The above is a piece that was written after Levi saw the Holocaust repeating itself in Cambodia. Accountability, as a word, doesnt seem to be in existence when it comes to crimes against humanity. More than half of the world today is victimised by international crimes while the international community sits in the UN and passes resolutions that seem to have no effect.
The other day I read on DAILY DARFUR that the US non intervention in the matter is because of Kharatoum’s support and giving information to the US about Osama. Powerful governments dont seem to value life of the people in other parts of the world (ps: the death toll in darfur crosses 300,000). Gone are the days when Woodrow Wilson gave his fourteen points and pledged for the safety of the international order.

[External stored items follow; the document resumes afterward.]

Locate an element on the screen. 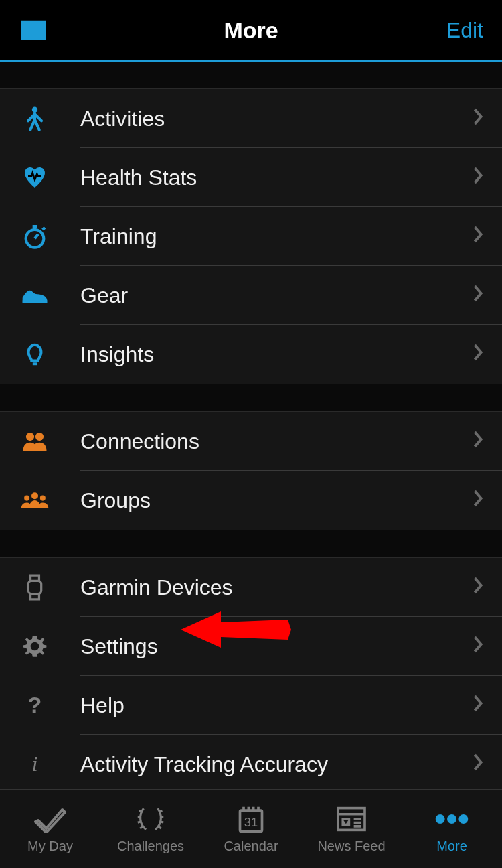 Image resolution: width=502 pixels, height=868 pixels. menu-section: Connections Groups is located at coordinates (251, 471).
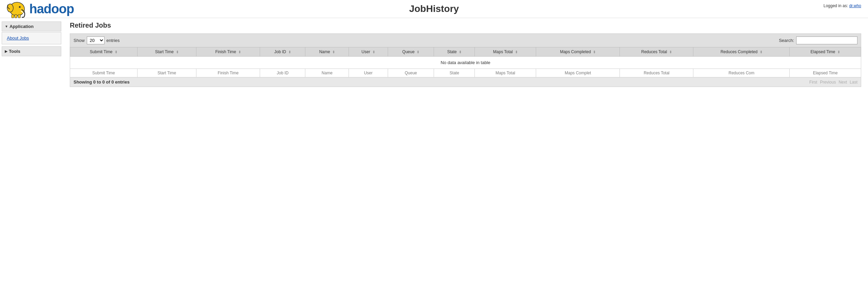 This screenshot has width=868, height=282. Describe the element at coordinates (31, 54) in the screenshot. I see `sidebar: ▼ Application About Jobs ▶ Tools` at that location.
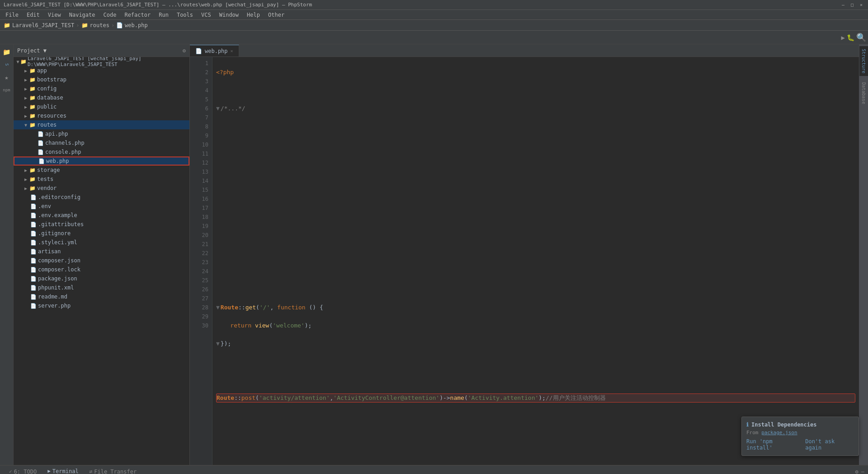 Image resolution: width=868 pixels, height=474 pixels. I want to click on menu-run: Run, so click(164, 15).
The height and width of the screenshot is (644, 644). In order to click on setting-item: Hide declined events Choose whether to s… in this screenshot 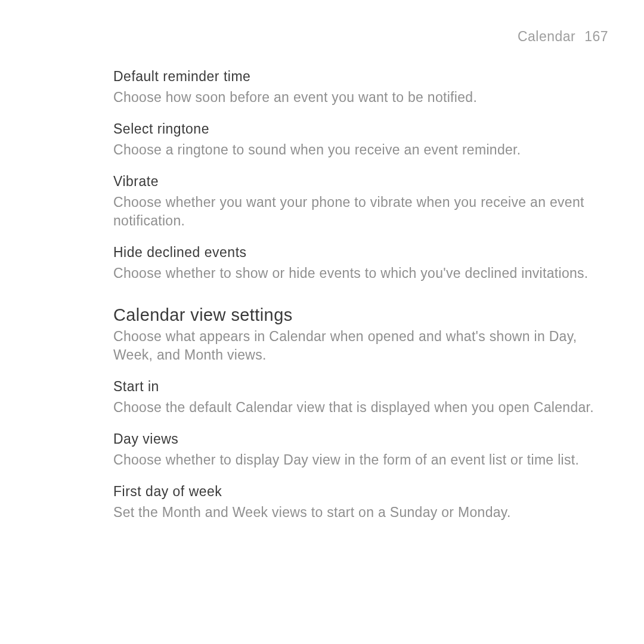, I will do `click(361, 264)`.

While international crimes are occurring there seems to be lack of action on the part of the international community to prevent them. The answer then lies in making the Governments responsible for the protection of the international order. The International Criminal Court (ICC) then is one step in furtherance of this effort. The first cases have been taken up by the Prosector against the Lords Resistance Army and the world is waiting to see what happens next. Can the Court stand up to the very principles it was meant to protect?
However, its not just governments that are playing a role in ensuring international justice. NGOs and activists have been very supportive and played an important part. More info can be found at the NGO Coalition Site. In India for instance, ICC - India is conducting awareness workshops about the International Criminal Court and mass crimes situations in India. Similar initiatives are seen in other countries.
There can be no justice without accountability. Accountability happens when the governments feel more responsible towards the lives of people.